MLCVLGMay 13

On Hallucinations in Inverse Problems: Fundamental Limits and Provable Assessment Methods

arXiv:2605.1314646.0
Predicted impact top 33% in ML · last 90 daysOriginality Highly original
AI Analysis

For practitioners of AI-based imaging (e.g., medical diagnostics, Earth observation), this work provides a theoretical and algorithmic framework to quantify and evaluate hallucinations, enhancing reliability when ground truth is unavailable.

The paper establishes fundamental limits on hallucinations in inverse problems, showing they are inherent due to ill-posedness, and provides provable methods to estimate minimum hallucination magnitude and assess faithfulness of reconstructions, validated across three imaging tasks.

Artificial intelligence (AI) has transformed imaging inverse problems, from medical diagnostics to Earth observation. Yet deep neural networks can produce hallucinations, realistic-looking but incorrect details, undermining their reliability, especially when ground truth data is unavailable. We develop a theoretical framework showing that such hallucinations are not merely artifacts of particular models, but can arise from the ill-posed nature of the inverse problem itself. We derive necessary and sufficient conditions for hallucinations, together with computable bounds on their magnitude that depend only on the forward model. Building on this theory, we introduce algorithms to: (1) estimate the minimum hallucination magnitude achievable by any reconstruction model for a given input; (2) assess the faithfulness of reconstructed details by a given reconstruction model. Experiments across three imaging tasks demonstrate that our approach applies broadly, including to modern generative models, and provides a principled way to quantify and evaluate AI hallucinations.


Work item => Among these records, which lines include "recumbency"? Copy them out.
Record extracts START
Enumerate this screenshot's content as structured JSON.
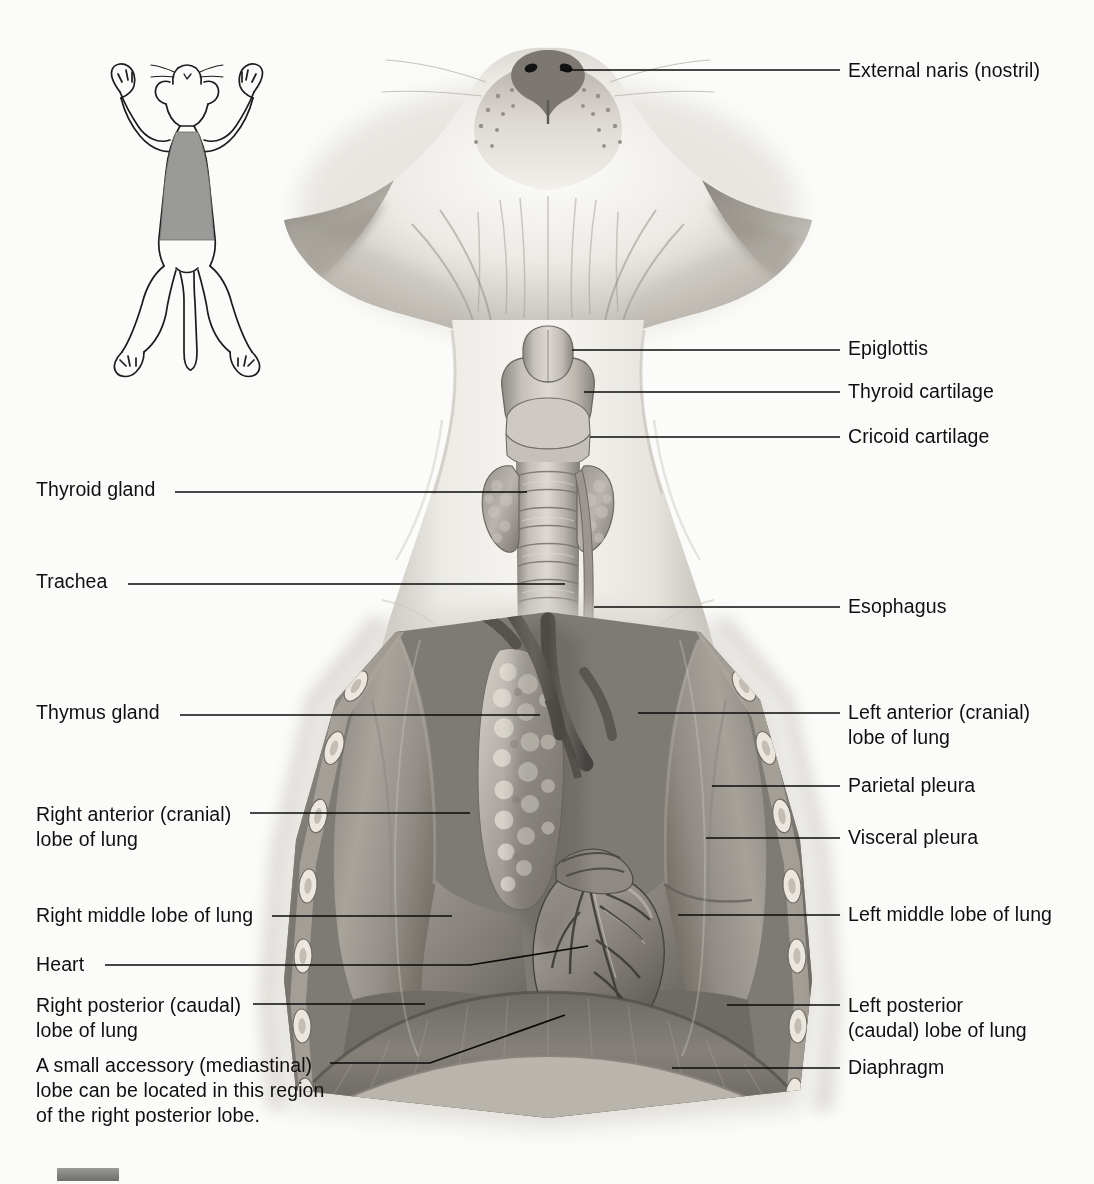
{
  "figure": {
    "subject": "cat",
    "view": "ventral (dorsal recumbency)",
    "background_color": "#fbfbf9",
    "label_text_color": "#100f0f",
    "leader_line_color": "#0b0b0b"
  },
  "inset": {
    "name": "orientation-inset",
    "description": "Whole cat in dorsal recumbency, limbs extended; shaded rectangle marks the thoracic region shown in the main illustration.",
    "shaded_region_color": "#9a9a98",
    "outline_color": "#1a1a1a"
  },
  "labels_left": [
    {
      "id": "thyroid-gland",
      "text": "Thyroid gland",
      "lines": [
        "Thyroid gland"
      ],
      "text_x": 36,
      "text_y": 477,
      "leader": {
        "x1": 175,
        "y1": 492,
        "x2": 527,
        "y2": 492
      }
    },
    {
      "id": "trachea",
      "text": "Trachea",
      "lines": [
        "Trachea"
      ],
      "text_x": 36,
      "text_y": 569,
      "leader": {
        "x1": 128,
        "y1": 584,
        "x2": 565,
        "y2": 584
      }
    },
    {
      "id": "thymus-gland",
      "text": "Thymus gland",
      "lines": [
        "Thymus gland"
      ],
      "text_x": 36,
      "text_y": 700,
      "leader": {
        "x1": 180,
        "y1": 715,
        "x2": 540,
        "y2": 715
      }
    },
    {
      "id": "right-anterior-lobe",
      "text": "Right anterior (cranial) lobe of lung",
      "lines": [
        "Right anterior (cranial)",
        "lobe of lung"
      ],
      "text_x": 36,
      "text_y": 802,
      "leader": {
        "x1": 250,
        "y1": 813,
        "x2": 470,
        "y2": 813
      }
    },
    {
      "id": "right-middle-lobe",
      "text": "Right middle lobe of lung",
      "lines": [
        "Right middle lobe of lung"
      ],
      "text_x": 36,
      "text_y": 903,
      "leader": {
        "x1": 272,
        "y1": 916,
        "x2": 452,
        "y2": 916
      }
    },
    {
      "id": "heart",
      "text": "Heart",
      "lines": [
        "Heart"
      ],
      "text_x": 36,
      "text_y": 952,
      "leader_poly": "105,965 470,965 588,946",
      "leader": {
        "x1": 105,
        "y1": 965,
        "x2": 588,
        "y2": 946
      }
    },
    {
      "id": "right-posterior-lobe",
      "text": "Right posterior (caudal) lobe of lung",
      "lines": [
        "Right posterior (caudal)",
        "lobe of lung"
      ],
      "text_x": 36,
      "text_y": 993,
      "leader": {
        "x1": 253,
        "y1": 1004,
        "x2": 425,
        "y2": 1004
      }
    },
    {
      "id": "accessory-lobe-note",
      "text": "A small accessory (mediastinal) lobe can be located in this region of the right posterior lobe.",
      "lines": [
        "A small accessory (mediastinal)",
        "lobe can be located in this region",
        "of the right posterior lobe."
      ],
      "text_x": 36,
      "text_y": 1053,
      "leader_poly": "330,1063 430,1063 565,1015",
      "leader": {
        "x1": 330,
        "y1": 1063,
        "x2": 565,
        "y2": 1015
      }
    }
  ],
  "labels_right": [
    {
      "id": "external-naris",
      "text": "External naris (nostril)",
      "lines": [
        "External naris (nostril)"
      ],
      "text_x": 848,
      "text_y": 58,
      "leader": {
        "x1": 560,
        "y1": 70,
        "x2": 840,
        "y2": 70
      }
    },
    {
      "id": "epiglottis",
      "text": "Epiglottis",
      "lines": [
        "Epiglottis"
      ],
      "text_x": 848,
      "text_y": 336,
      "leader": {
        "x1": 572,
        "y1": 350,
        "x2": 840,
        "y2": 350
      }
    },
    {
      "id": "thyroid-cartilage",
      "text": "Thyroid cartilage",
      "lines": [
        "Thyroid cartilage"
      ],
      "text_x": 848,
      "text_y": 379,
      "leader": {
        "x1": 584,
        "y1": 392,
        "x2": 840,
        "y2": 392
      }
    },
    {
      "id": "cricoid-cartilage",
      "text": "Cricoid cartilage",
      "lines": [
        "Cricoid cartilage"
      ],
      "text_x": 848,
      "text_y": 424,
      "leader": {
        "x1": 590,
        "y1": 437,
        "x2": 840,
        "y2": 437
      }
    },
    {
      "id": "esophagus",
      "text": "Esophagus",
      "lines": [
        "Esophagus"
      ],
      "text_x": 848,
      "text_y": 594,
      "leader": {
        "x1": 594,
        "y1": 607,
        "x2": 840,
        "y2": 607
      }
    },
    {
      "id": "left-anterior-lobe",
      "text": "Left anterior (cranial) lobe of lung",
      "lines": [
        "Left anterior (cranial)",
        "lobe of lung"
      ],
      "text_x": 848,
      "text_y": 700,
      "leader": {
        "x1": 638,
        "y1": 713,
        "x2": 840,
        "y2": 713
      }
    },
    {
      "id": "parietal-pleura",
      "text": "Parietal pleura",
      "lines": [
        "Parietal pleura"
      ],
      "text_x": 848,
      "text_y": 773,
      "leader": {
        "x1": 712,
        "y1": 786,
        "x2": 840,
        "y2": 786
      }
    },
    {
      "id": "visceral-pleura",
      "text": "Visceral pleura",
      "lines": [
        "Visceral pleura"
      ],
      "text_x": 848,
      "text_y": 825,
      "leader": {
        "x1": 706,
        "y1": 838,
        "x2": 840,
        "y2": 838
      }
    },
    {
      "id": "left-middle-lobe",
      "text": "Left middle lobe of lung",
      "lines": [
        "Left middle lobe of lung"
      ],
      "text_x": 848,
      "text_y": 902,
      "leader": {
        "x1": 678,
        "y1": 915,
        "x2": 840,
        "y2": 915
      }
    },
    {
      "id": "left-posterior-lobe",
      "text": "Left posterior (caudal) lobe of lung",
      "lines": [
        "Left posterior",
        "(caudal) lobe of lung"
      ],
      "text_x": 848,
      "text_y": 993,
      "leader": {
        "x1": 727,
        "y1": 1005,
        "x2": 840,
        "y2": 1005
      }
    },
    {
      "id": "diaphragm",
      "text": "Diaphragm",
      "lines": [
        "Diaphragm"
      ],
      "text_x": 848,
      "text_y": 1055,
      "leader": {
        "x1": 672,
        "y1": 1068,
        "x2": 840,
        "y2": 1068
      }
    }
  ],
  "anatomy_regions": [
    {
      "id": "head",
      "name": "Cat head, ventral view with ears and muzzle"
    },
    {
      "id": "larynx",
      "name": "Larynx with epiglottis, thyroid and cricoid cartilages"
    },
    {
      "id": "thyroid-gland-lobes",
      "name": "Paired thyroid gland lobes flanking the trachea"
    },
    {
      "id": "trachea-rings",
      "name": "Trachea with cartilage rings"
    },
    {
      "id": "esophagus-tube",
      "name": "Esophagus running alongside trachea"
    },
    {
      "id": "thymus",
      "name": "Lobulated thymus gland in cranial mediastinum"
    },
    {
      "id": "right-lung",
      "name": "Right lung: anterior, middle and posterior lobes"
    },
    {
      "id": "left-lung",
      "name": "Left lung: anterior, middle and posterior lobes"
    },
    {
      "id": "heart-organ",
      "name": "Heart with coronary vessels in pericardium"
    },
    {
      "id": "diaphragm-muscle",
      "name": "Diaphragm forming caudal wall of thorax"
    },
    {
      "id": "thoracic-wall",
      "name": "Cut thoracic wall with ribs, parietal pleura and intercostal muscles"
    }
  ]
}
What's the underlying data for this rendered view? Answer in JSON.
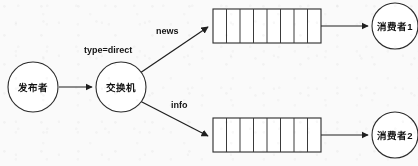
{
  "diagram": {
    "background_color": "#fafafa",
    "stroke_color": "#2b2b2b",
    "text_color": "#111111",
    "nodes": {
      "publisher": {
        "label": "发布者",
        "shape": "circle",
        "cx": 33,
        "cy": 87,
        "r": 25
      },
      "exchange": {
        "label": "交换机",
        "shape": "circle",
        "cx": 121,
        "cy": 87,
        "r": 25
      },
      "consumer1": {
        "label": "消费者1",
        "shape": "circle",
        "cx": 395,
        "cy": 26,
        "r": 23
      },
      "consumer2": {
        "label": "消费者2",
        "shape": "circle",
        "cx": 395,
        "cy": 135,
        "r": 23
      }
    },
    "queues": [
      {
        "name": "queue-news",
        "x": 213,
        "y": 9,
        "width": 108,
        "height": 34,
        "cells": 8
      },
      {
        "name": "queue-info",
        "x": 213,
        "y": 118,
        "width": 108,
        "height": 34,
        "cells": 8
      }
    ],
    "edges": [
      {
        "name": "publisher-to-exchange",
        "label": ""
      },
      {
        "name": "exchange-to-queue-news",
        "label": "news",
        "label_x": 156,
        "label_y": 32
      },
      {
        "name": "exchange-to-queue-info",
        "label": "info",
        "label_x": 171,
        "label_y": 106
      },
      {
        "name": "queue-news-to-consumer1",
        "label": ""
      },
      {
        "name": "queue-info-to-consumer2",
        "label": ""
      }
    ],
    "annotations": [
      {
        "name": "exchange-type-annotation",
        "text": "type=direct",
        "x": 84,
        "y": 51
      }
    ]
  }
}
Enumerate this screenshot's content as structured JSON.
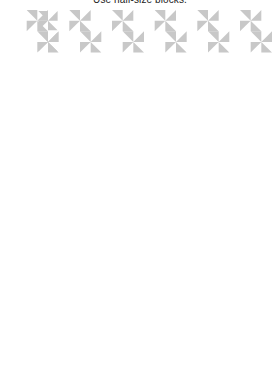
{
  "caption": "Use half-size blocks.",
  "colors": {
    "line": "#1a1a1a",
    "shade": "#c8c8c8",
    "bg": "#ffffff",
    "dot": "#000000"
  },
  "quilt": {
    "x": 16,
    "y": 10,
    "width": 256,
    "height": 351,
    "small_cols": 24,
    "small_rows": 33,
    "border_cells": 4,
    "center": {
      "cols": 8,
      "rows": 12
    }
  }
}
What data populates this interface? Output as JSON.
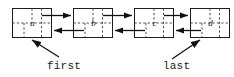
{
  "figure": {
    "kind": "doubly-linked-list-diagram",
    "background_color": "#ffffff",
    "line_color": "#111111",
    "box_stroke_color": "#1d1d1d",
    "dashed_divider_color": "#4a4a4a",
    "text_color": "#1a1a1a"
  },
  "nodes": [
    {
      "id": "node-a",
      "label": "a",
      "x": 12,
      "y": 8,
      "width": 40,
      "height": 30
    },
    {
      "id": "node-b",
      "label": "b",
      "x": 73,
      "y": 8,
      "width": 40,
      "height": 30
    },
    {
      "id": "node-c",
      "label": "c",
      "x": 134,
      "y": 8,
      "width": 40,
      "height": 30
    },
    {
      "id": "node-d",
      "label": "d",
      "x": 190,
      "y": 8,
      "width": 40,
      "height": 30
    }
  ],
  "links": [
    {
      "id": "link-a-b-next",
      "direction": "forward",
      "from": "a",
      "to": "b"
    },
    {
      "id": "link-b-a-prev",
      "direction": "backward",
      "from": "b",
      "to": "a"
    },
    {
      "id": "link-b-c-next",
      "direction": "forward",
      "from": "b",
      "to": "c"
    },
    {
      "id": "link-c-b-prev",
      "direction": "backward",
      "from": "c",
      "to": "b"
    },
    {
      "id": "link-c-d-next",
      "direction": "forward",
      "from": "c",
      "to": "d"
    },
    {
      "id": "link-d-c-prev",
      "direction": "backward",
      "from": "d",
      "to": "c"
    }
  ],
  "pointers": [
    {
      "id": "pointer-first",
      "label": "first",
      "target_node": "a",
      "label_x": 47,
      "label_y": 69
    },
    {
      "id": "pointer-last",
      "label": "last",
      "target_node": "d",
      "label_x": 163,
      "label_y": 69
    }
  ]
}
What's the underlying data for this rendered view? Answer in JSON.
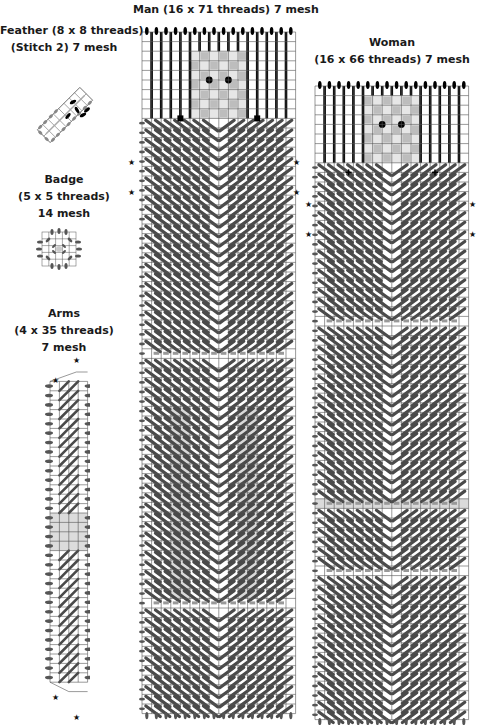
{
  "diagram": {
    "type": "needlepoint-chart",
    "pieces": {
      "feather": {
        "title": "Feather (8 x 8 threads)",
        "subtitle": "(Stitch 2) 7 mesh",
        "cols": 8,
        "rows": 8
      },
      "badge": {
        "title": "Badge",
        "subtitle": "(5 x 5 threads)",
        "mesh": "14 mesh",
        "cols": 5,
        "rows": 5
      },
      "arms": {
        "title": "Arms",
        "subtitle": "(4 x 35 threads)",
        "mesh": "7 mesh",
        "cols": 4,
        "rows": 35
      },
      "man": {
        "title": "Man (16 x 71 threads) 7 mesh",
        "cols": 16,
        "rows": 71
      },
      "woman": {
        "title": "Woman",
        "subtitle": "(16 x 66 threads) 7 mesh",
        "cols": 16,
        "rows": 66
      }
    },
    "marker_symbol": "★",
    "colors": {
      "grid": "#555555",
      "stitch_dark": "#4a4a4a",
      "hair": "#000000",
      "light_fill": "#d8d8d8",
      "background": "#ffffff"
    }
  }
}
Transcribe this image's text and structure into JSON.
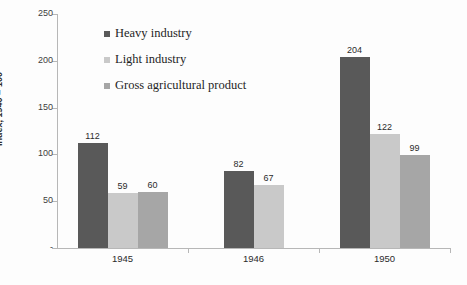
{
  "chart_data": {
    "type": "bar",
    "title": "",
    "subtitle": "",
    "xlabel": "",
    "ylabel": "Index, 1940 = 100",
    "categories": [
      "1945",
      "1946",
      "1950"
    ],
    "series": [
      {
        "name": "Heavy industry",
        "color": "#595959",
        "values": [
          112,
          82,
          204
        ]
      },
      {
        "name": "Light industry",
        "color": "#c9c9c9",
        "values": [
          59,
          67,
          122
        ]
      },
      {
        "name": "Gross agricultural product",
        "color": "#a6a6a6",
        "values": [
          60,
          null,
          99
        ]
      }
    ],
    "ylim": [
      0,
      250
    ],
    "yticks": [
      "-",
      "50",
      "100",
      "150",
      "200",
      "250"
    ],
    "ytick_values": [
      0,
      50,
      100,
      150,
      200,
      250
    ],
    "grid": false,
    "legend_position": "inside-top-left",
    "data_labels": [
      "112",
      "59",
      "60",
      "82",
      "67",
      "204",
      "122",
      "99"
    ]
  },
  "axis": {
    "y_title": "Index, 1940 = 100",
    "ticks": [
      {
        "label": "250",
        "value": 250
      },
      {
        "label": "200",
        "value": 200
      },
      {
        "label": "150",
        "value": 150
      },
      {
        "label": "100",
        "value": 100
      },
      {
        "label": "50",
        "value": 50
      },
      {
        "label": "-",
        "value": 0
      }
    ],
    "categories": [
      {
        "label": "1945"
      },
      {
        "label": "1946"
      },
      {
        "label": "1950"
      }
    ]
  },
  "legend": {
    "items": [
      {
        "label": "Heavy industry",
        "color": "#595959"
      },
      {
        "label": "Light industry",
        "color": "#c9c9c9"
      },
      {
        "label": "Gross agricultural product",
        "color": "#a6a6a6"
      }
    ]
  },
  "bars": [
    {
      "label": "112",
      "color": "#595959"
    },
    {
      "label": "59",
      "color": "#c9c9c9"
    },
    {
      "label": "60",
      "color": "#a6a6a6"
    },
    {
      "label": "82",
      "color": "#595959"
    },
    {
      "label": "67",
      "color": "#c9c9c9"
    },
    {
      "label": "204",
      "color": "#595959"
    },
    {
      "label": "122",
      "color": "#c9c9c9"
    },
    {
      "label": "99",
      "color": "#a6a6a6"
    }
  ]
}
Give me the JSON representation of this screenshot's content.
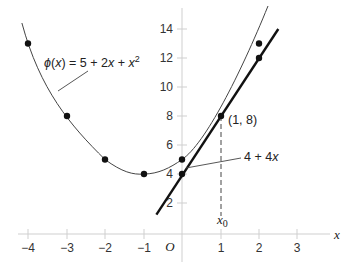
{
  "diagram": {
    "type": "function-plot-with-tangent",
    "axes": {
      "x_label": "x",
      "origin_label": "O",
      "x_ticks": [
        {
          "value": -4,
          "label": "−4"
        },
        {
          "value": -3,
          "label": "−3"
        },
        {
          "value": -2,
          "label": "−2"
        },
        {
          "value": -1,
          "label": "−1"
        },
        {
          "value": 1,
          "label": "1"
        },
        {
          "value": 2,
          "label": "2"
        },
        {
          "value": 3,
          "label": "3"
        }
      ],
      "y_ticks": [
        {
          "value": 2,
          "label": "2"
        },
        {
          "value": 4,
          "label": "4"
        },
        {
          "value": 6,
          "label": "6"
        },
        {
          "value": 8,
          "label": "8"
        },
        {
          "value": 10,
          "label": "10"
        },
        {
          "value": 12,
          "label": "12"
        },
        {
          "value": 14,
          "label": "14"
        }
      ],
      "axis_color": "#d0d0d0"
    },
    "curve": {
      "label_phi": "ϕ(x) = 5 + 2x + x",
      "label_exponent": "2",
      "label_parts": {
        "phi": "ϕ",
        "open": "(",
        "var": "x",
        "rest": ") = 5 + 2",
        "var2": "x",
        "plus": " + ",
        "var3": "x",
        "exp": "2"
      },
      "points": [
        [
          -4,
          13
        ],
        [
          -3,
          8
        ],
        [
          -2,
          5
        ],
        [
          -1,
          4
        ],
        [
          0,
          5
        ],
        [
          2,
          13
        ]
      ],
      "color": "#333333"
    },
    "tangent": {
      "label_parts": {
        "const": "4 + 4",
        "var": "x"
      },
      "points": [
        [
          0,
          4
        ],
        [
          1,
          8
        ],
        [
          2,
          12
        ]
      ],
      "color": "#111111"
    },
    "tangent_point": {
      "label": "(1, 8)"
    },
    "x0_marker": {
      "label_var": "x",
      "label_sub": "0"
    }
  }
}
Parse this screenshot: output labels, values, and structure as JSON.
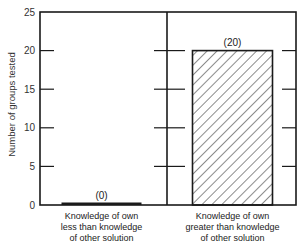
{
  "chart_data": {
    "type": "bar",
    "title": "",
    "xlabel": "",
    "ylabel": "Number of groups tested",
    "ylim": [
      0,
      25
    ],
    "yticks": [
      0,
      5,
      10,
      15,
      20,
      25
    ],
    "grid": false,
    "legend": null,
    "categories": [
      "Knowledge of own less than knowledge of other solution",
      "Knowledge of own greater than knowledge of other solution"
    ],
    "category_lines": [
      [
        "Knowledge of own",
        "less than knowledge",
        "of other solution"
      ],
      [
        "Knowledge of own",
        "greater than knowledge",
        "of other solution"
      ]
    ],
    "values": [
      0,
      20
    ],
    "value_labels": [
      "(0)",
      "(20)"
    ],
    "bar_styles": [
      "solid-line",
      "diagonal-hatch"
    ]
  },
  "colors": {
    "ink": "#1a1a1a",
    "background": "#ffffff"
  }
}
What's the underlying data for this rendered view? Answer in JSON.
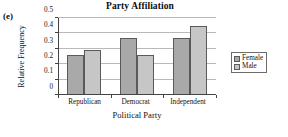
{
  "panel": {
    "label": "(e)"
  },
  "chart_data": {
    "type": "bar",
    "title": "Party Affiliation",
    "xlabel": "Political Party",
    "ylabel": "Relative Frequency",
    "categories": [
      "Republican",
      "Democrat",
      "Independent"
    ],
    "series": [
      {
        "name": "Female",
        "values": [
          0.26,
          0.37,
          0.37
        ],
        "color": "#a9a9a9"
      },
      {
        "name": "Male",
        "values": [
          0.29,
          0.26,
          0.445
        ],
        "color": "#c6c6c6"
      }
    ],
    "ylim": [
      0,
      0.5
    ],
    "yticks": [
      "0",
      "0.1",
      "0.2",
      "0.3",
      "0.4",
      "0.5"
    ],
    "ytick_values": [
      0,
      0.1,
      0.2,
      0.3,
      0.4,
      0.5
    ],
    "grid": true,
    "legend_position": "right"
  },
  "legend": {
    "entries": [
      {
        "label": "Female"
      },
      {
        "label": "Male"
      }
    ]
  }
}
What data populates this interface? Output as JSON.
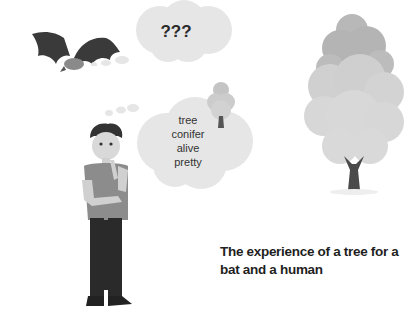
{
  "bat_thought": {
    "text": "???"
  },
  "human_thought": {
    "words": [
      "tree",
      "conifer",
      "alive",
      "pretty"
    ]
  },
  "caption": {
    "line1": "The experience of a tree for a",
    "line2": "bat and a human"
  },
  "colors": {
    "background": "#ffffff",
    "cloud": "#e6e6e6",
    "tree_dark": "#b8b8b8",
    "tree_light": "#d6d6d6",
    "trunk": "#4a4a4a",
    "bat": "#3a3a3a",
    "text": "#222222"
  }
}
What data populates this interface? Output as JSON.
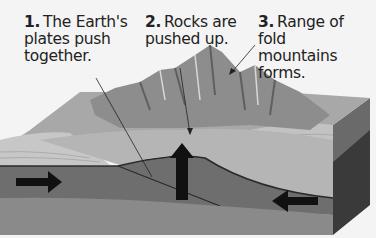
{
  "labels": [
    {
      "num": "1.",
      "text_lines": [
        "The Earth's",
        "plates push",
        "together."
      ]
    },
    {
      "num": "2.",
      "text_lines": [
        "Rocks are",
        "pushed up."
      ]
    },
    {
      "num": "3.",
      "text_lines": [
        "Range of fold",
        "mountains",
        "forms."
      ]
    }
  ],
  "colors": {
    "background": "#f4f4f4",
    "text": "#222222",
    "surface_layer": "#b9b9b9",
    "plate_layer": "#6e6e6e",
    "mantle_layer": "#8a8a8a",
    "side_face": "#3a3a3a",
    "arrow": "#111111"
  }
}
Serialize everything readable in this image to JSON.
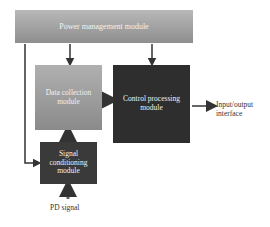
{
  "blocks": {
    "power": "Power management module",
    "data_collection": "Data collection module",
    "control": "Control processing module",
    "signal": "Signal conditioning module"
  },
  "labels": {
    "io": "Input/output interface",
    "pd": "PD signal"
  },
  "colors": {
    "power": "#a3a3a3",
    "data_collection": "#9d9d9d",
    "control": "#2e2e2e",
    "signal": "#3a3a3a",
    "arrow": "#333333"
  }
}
Record extracts END
Reply =>
    "view": "ventral (dorsal recumbency)",
    "description": "Whole cat in dorsal recumbency, limbs extended; shaded rectangle marks the thoracic region shown in the main illustration.",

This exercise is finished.